There were a lot of parallels between this episode and the first-season pilot. There was the introduction (or reintroduction) of the rest of the main cast, of course. Val’s ever-patient hairdresser Mickey is by her side from the first frame, of course, and hey, there’s Marky Mark! And hey, Val still has the same housekeeper and the same publicist! (The latter is Scandal’s Dan Bucatinsky, who also executive-produces here.) Some of you may remember that the original pilot featured cameos from Kim Fields and Marilu Henner as Cherish’s competition for the Aunt Sassy role on Room and Bored; last night, we were treated to a litany of reality-TV celebs, from Top Chef’s Carla Hall (so cute! love her!) to RuPaul to Cohen himself.
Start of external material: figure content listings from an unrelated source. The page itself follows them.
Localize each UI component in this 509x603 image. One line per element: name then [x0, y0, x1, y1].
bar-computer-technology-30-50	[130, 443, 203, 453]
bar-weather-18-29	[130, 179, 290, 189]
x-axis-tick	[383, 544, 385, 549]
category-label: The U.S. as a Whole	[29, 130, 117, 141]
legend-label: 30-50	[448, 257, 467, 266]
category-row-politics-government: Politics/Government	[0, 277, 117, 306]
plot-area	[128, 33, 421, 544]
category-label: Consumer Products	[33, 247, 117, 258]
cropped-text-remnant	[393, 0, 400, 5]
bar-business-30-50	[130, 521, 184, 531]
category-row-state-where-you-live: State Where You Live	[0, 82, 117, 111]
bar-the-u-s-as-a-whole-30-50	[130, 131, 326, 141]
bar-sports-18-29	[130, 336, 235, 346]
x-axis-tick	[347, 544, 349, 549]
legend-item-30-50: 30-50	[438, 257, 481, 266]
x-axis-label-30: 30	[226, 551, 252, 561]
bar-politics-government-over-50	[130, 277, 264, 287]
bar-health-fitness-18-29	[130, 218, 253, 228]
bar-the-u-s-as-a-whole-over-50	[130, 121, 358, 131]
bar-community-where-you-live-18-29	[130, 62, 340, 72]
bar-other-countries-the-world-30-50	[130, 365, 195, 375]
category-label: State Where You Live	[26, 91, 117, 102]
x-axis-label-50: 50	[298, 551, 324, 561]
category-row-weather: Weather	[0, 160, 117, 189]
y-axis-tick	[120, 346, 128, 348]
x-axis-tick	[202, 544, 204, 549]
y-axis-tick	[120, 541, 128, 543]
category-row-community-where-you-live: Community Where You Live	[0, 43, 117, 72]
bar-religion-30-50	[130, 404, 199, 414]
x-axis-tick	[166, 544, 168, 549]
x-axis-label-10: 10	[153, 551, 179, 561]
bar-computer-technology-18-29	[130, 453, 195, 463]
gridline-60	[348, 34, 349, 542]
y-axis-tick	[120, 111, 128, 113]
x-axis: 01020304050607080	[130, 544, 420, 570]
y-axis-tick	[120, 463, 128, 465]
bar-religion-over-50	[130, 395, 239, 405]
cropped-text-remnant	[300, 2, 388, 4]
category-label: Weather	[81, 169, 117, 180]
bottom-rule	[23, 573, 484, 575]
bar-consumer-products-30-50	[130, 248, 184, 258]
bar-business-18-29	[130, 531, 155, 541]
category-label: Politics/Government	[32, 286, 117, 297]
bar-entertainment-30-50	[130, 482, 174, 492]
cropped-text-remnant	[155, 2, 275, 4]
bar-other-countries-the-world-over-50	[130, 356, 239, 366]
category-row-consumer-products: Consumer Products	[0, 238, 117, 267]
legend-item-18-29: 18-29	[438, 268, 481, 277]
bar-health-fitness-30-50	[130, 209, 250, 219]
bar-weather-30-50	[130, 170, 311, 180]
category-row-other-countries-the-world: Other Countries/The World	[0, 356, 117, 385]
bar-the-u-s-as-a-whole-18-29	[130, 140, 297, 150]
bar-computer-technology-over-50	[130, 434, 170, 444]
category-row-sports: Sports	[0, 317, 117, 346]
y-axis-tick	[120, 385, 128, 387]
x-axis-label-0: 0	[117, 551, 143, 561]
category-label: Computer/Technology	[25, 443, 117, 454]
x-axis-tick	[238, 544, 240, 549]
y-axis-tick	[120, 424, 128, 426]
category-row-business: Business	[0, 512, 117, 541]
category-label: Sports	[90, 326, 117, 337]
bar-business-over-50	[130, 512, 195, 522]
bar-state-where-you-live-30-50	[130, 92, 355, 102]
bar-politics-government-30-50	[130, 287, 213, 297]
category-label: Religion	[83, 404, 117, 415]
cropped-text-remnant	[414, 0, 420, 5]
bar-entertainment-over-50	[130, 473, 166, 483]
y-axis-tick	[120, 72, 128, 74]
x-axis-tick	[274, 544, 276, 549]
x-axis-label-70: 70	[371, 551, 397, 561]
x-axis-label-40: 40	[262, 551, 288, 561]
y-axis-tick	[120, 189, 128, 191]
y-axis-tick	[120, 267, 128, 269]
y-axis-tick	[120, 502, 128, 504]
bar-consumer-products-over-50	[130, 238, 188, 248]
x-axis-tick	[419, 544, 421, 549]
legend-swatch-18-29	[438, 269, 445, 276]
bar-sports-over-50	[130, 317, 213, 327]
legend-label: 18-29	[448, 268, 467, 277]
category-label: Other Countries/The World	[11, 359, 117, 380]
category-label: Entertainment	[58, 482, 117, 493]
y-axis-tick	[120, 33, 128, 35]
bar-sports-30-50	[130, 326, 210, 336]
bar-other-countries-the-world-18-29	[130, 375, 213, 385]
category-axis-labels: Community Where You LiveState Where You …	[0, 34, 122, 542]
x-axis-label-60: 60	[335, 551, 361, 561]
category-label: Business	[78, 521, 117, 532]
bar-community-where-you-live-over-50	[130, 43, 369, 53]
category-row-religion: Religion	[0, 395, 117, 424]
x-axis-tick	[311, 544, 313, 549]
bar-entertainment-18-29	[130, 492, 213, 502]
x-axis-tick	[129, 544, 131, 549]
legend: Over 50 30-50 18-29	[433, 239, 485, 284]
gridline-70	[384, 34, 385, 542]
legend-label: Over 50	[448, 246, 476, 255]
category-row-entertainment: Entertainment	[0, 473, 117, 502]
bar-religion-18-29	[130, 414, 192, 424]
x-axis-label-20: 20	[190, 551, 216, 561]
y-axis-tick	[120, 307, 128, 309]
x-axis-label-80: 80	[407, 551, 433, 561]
First-season-premiere Val was naïve to the sausage-making of reality TV, yet was willing to do anything asked of her to be put in front of a camera again. Second-season-premiere Val, perhaps even more sadly, isn’t naive, but she’s just as (or possibly even more) willing. Was it any surprise that Kudrow’s first line last night was, “Gotta have a camera on me,” uttered in that flat, nasally voice of Val’s? No, but it was a surprise when Val later cornered Cohen, her former Real Housewives boss, and whispered into his ear, “I get it now, okay? I took myself too seriously, you know? I didn’t know I was playing a character; I thought it was me.” Because Val is never not playing a character — a people-pleasing, validation-craving shape-shifter is who she is, truly — and the fact that she’s now in on the sausage-making makes her more tragic than ever. You may have noticed that after Val and Mickey run into new A-lister Juna, the Room and Bored ingenue played with perfectly ethereal ditziness by Malin Akerman, Val comments, “You never know what filming opportunities life may present you with.” Note to self: After nine years of rooting for Val to find her true self, I don’t need to see that!
And then, in a scene that hit me like a ton of bricks, it seems Kudrow and King heard the voices inside my head while writing this damn-near perfect episode and gave Val one of her rare, sparkling opportunities to be authentic, to speak what she’s really, really feeling all the way down by, of course, giving her a Seeing Red script to cold-read in front of a bunch of HBO execs. “According to HBO, I’m an amazing dramatic actress,” said Cherish — although that time, I think the one who was really talking was Kudrow herself.